Moreover, his 2013 budget proposes $2 million to support medical residency programs in Iowa – especially in rural areas. “Last year, we came together and created a public-private partnership to help doctors serving rural areas repay their costly loans,” he said.
“My second proposal provides $2 million to launch the Rural Physician Loan Repayment Program and expand it to include OB-GYN and emergency medicine doctors as well as primary care physicians.”

But Branstad said the state’s “successes do not end with the state budget … We also completely redesigned our state’s economic development efforts through the creation of the new Iowa Economic Development Authority, the Iowa Innovation Council, and the Iowa Partnership for Economic Progress.”

He added “these efforts have paid big dividends,” leading to the two largest private capital investments in Iowa history, with the construction of new fertilizer facilities in Lee and Woodbury counties.
“All totaled, in the two years since this administration took office,” Branstad said, “our efforts have landed more than $5.3 billion in capital investments in Iowa. These investments translate into jobs for thousands of Iowans and higher incomes for so many Iowa families.”

As the 2013 Iowa legislative session begins, the ICGA said it will be working with state lawmakers to promote policies and programs important to Iowa corn growers, including monitoring policies that could negatively affect farmers. Last August, ICGA representatives reinstated expiring policies and adopted new resolutions at the ICGA’s annual policy conference in Des Moines.

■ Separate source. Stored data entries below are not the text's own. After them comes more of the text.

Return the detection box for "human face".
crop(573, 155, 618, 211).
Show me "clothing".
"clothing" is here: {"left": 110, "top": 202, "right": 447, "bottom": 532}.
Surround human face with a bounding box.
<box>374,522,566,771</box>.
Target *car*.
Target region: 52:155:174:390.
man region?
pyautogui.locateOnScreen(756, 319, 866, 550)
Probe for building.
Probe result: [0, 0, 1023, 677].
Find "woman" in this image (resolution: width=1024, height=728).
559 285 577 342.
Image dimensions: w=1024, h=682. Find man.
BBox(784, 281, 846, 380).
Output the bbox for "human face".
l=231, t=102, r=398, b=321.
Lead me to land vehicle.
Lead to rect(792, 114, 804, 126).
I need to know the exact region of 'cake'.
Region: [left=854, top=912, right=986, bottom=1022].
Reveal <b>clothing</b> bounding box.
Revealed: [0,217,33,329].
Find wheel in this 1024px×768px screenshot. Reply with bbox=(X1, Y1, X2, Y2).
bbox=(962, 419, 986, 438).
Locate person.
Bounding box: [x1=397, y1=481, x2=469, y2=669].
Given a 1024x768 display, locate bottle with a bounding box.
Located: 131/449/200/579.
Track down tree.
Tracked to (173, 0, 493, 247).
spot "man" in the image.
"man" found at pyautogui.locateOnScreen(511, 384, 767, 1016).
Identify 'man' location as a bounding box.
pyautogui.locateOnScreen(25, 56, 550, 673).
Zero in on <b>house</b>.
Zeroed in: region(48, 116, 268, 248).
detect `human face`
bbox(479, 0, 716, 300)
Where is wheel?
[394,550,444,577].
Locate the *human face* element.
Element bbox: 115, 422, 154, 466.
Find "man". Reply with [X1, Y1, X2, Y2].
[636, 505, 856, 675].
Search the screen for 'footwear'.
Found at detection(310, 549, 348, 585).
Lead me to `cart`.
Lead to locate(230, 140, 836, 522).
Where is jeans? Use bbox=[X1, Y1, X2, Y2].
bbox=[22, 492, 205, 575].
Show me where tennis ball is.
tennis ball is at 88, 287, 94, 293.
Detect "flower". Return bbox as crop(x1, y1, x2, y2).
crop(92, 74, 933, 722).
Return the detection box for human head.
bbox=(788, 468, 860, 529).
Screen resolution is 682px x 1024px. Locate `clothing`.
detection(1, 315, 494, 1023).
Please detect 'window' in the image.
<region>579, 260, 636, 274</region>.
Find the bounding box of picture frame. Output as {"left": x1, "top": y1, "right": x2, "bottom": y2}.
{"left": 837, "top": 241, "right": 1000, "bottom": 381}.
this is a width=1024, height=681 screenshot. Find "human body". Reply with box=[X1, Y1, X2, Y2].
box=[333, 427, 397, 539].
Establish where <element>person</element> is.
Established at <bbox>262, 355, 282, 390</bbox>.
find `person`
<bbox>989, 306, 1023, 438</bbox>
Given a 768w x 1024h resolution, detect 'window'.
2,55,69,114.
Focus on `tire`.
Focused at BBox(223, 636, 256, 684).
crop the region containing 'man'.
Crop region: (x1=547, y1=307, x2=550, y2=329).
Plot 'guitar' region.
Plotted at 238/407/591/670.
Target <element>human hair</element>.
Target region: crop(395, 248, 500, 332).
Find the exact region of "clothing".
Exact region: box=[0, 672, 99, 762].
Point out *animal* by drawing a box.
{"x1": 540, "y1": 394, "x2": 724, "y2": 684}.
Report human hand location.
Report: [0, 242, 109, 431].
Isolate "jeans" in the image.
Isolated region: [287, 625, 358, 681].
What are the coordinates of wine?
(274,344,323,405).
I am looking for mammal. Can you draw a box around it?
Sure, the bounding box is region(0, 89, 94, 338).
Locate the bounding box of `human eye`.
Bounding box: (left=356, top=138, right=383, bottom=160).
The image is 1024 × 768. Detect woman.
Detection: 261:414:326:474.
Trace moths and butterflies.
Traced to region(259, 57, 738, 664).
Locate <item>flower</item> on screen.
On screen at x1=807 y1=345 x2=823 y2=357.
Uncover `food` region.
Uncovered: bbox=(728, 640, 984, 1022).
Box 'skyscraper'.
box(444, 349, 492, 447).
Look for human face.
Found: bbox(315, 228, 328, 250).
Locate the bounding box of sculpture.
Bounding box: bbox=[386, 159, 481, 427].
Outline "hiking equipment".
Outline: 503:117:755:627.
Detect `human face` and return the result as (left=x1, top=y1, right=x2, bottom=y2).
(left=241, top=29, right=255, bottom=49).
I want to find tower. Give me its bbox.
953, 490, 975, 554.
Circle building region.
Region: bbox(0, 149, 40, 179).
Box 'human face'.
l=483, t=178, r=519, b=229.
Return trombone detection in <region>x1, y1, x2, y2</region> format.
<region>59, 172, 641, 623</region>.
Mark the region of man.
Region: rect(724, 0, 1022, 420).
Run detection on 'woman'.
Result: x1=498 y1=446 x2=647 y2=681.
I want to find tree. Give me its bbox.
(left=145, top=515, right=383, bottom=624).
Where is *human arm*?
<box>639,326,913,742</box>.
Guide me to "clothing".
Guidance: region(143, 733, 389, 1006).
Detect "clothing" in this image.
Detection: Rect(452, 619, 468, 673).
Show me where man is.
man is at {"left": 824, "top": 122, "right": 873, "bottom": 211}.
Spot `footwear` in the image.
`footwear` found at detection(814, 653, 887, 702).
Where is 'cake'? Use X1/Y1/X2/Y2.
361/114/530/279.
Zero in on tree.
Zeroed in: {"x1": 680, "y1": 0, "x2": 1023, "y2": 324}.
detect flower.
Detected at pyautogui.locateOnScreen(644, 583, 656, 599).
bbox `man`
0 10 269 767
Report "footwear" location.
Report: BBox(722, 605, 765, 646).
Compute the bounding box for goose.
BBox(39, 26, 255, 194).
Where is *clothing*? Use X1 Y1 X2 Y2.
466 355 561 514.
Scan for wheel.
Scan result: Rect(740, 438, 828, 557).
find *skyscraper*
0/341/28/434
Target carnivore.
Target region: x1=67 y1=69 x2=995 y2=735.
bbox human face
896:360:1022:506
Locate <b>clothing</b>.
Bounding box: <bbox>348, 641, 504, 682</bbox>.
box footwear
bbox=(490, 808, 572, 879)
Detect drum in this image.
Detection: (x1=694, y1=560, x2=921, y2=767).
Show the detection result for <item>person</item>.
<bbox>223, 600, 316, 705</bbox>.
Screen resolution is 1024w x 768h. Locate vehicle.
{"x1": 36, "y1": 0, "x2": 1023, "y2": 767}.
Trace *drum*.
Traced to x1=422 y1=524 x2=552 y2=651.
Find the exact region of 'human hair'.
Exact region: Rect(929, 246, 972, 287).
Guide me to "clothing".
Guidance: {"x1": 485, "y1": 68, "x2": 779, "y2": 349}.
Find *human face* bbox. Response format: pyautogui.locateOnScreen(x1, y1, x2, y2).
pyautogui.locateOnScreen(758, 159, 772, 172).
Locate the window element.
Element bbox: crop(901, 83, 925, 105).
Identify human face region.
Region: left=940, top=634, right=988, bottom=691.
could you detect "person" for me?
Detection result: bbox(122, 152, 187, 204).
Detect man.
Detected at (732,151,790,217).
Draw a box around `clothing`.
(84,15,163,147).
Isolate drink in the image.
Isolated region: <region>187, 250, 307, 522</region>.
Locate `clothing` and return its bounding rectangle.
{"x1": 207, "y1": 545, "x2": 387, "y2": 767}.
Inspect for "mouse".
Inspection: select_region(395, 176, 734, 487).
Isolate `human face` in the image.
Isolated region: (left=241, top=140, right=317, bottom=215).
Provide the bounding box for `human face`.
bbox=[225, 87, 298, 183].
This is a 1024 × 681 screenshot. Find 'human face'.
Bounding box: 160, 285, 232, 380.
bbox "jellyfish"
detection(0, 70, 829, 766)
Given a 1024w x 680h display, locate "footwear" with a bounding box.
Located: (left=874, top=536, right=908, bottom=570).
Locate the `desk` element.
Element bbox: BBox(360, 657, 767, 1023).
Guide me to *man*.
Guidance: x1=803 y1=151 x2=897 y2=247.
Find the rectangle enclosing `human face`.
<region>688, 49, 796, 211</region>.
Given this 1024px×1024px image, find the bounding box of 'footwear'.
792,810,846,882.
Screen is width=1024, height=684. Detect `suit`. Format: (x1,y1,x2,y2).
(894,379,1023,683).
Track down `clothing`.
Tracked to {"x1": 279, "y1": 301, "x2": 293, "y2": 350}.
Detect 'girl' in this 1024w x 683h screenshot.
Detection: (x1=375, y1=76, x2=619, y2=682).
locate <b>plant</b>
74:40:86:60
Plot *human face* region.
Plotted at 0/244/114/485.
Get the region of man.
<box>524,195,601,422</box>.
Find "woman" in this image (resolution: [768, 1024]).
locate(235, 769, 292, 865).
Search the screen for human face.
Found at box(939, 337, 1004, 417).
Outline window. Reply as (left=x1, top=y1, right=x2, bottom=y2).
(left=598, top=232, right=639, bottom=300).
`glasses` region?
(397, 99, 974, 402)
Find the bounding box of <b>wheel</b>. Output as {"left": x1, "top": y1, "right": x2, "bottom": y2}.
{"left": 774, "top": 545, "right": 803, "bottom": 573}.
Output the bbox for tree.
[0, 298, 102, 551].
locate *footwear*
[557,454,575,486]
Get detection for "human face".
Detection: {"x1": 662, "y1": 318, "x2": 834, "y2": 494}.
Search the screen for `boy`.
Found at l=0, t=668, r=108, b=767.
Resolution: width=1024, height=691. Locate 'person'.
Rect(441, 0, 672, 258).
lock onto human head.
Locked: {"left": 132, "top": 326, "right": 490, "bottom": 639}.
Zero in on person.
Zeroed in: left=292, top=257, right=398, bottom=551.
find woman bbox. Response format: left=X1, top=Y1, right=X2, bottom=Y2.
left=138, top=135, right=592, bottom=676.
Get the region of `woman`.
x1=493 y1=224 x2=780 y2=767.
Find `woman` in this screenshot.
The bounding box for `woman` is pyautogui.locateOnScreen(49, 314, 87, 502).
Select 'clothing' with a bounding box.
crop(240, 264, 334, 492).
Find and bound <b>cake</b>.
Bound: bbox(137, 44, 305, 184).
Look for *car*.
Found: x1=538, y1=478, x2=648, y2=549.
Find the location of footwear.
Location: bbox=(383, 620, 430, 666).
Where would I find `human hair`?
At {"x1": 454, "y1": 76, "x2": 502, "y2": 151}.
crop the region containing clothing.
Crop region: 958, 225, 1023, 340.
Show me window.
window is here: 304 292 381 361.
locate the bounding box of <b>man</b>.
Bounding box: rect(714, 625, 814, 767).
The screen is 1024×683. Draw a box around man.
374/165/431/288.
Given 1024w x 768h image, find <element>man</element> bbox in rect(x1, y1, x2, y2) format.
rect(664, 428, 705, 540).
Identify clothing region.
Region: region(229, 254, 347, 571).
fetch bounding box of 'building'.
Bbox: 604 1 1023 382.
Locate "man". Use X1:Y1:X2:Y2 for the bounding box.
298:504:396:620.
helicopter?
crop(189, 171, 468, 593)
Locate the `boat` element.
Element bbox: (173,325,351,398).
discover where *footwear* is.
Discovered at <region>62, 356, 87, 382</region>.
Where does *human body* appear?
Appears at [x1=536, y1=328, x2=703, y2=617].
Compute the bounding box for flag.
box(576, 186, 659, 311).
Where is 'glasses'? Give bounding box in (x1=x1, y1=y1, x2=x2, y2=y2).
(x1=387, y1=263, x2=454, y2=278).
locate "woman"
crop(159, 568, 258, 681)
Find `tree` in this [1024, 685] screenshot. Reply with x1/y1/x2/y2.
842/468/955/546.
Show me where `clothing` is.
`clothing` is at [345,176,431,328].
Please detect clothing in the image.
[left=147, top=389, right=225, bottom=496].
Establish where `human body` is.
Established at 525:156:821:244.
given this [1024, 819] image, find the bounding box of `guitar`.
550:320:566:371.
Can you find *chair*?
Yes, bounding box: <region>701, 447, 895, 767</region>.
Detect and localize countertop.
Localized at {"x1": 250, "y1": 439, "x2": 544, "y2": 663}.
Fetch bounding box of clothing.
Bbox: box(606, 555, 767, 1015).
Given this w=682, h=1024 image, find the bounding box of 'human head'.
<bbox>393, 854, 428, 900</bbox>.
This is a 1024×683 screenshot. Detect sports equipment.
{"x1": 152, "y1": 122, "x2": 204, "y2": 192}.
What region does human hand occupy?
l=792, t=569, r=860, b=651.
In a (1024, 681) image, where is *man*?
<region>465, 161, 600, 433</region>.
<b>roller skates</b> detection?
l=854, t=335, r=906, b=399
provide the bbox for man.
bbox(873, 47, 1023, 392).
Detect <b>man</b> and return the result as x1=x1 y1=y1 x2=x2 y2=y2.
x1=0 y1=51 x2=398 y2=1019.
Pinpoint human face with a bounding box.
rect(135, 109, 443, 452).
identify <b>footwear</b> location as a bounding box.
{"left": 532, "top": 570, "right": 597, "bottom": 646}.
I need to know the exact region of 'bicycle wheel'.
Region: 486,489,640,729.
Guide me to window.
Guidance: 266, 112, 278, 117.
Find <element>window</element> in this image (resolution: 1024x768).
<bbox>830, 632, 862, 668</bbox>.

Among the list of 2013 priorities the ICGA will be working on with state lawmakers are: funding for the Iowa Department of Agriculture and Land Stewardship to support budget requests; implementing the Iowa Nutrient Reduction Strategy by increasing conservation/water quality funds; and supporting new funding for E15 from renewable fuels infrastructure, as well as opposing diversions to other fuels, such as natural gas.

In addition, the ICGA said it would support the state’s livestock industry and the existing laws regulating livestock operations; support efforts to reduce or revise unnecessary or unworkable regulations for agriculture; and support funding for agriculture-related research at Iowa State University (Ag State Proposal).
Regarding property taxes and transportation, the ICGA said it would work with the Iowa legislature to “maintain the agriculture productivity formula” and property tax with the Iowa Department of Revenue, opposing shifts to row-crop farmland.

The ICGA said it would also seek increased funding, including a fuel tax increase for roads and bridges. It stated Iowa’s bridges and roads are essential to corn production, as rural byways make up nearly 90,000 miles of Iowa’s 114,000-mile road system.